Justin's pen hung poised over the paper. As he lifted his naked gaze, Penfeld wished he could bite back the words.

His master's sweeping gesture encompassed the dusty hut, the crude dirt floor, the books heaped in

every inch of available space. "Does this look like a home?" He touched his stubbled chin, his shirtless chest, the jagged hole worn in the knee of his calico dungarees. "Do I look like a family?"

Penfeld stared at the floor. Justin folded the letter in a neat square, scrawled a new address on the envelope, and held it out. Penfeld took it.

He paused at the door, glancing back to find Justin still slumped on the barrel, his hand cupped around

the gold watch he wore on a chain around his neck.

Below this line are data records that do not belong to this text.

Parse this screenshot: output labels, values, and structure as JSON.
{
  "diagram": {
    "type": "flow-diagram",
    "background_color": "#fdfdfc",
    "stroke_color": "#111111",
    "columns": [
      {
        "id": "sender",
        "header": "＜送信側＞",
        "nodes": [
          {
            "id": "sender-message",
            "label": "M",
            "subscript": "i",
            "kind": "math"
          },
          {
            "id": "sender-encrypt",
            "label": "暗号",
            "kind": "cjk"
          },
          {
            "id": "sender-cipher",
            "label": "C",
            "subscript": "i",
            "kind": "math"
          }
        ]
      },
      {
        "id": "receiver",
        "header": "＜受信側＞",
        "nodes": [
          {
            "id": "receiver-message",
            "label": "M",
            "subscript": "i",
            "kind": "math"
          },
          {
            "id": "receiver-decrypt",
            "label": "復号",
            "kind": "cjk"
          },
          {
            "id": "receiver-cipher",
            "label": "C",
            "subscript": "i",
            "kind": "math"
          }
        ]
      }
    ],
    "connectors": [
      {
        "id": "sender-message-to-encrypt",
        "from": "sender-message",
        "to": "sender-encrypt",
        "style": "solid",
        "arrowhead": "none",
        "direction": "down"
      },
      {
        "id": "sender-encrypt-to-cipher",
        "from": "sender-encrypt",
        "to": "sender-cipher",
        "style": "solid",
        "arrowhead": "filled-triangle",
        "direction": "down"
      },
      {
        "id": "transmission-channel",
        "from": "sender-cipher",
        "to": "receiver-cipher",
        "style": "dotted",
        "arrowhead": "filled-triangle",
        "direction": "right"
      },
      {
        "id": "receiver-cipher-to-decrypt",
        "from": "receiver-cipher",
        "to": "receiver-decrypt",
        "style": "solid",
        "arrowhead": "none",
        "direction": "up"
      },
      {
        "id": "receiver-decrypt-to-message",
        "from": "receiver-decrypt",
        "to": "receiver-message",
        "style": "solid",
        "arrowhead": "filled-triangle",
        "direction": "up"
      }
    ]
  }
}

In their years together, Penfeld had rarely seen him without it. As Justin snapped open the cover, a distant mist haunted his amber eyes.

Sighing with regret, Penfeld turned away and plodded toward the native village.

He caressed the worn envelope between his fingers, fearing it was not the poor little girl who needed

his master, but his poor master who needed the girl.

* * *

Emily shifted her bustle with both hands, watching with amused interest the battle taking place at the

stern of the steamer. Three hours had passed with no sign of Barney's boat. Doreen alternated between searching the horizon with a rusty spyglass and threatening the half-deaf, and, Emily suspected, half-daft steamer captain into drifting for one more hour. The captain's little mail packet ran only once a month from Melbourne to Auckland, and he was determined to sail.

While Doreen squawked and the captain bellowed, Emily turned back to the water, preferring the soothing lap of the waves against the hull. The balmy wind tore at her curls. The sun drifted like a

golden feather into the sea. How ironic that after all those years of waiting, she had spent her last ounce of energy trying to abort this trip. They would never have gotten her aboard the ship from England if

they hadn't laced her coffee with a dose of belladonna that had almost killed her.

They were determined to deliver her to the one man in the world she loathed more than them—Justin Connor.

The roar of the steamer's engines shook the deck. Emily clutched the rail, feeling the pistons throb to

life like her hatred for her guardian.

Rumors had flown through London society when the only son of the wealthy duke had failed to return from his New Zealand expedition. Girls Emily had once called friends brought her the murmured tales from their parents' drawing rooms, their malice masked by well-meaning sighs of pity and pointed

glances at her shabby frocks and scuffed boots.

In the best London circles Justin Connor's very name came to embody danger and romance. At the school it was whispered in tones of naughty reverence. Emily wasn't the only girl who drifted into sleep with his image swashbuckling through her dreams.

Most believed him a dashing adventurer, a speculator who had made his fortune gambling in land and

gold and human lives. They swore he had cast aside his own family and had scoffed at their written

pleas to come home and take his rightful place as heir to the Winthrop shipping fortune.

Emily narrowed her eyes. She could well imagine him ensconced on the fertile New Zealand coast,

living in the handsome Victorian mansion he had built with her father's gold . . . and her father's blood. Perhaps he had his own daughter by now—a golden-haired little doll-child swathed in love and lace. In seven years he had sent her not one personal note, not one word of kindness. Miss Winters had taken great pains to show her the stilted messages, the pathetic handfuls of pound notes and shillings.

After a few weeks of such obvious neglect, they had given her spacious sitting room to Cecille du Pardieu, a china-faced brat who was rumored to be the illegitimate daughter of an Austrian prince. It

was only Miss Winters's fear of Emily's mysterious guardian that stopped her from casting her into the streets. It was decided she would earn her bread by teaching the younger girls who had once been her adoring equals.

In her tiny attic box-room, Emily had crawled beneath the gables and rubbed a clean spot on the sooty glass with her sleeve. She had gazed for hours across the grimy ocean of roofs and chimneys and waited for Mr. Connor to come and take her away.